A dogwood—slick green leaves and a chaos of flowers—had bloomed like delicate fireworks in the yard beyond.
She’d fallen in love, in one beat of her heart, and her resistance had vanished.
It was lucky, ironically, that Henry now was once again “between jobs,” as he always put it, so he could stay home with the kids. Now, alone in her hotel room, her phone had gone silent. “Henry? You there?”
The distance between them yawned open again, she could almost feel the vast darkness.
Where had he gone now? Was something wrong with the kids?
It was impossible to know, it dawned on her, she could only see what he decided to show her on-screen.
Her view of her entire home life—in a house she’d only stayed in one night—was proscribed by Henry’s laptop angles.
His decisions about exactly what to show her. And what to hide?
“Hen?”
“I’m here.”
She tried to picture him, pushing up his tortoiseshell glasses, maybe wearing that ratty polo shirt she always threatened to toss away. She’d said love love , and he had one more line, and silly as it was, she couldn’t relax until he said it.
“Where were you? What’s going on?”
“Huh? Always always,” he said. “Now your turn.”
“Always always.” She said her own final line, from habit and from marital superstition, yearning to talk just a little longer, keep connected for another minute.

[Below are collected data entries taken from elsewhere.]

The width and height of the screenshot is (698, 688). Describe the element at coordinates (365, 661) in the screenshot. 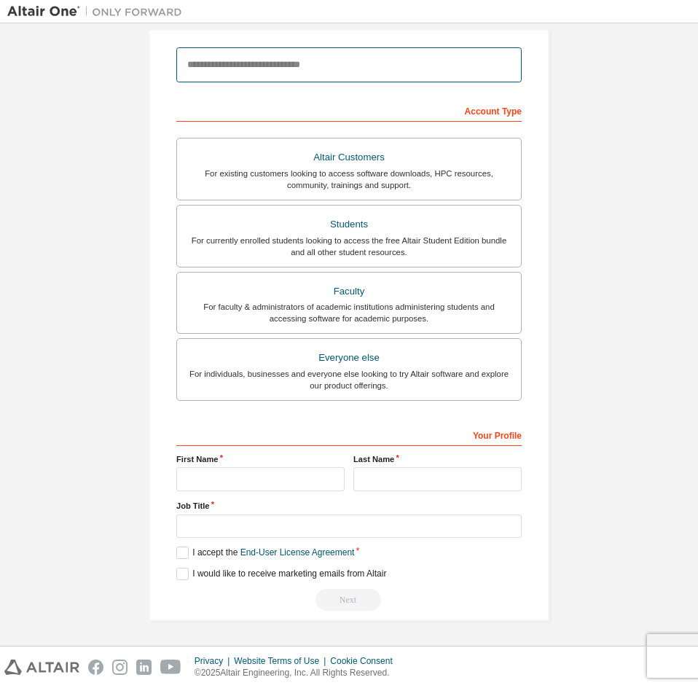

I see `div: Cookie Consent` at that location.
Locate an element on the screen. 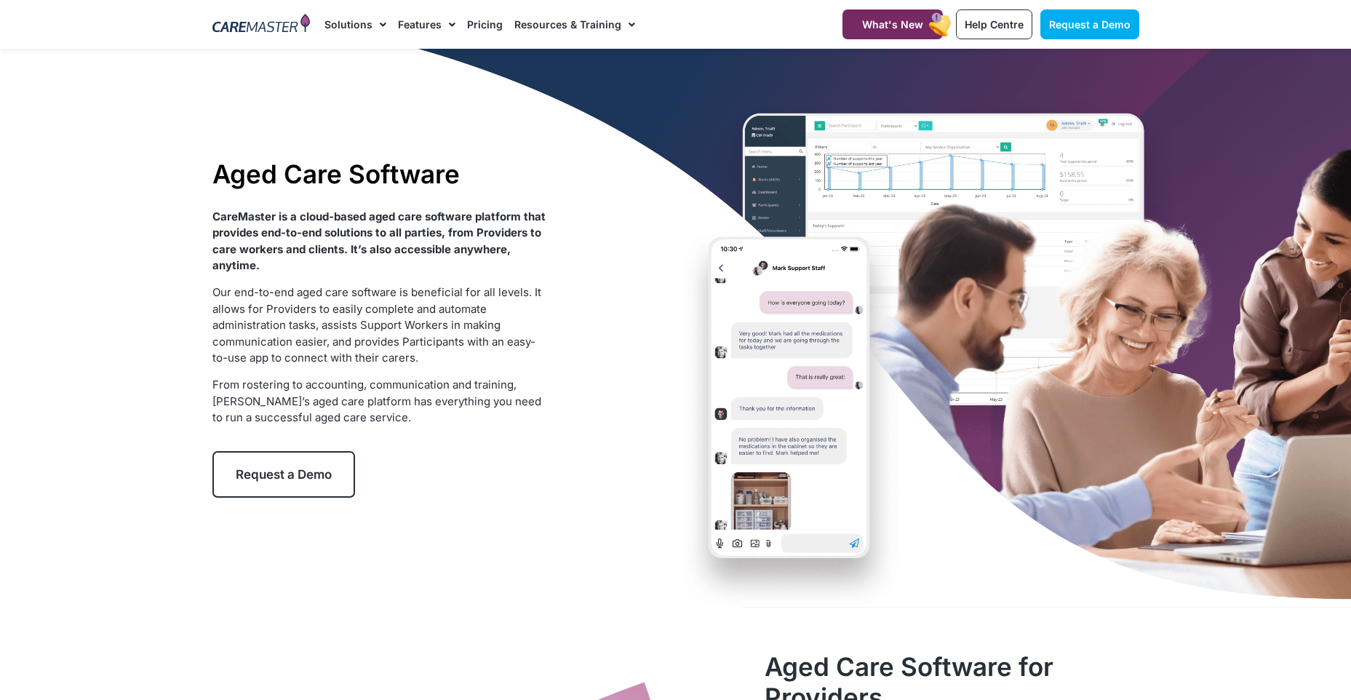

But Henry hung up, leaving her alone in another almost unsettlingly familiar place. The humming air conditioner, the plastic-wrapped TV remote, the elaborately folded white towels, and her suitcase, open on the folding stand. And strangers behind every door.
She shook it off. Life was good, even fabulous, her kids were individuals, curious, with agency and intent, and Henry, for all his foibles, was at least reliably and relentlessly optimistic. They were a good team. So far.
And now, finally, time for food. She yanked open the nightstand drawer, expecting a carryout menu. And stared at what was there instead.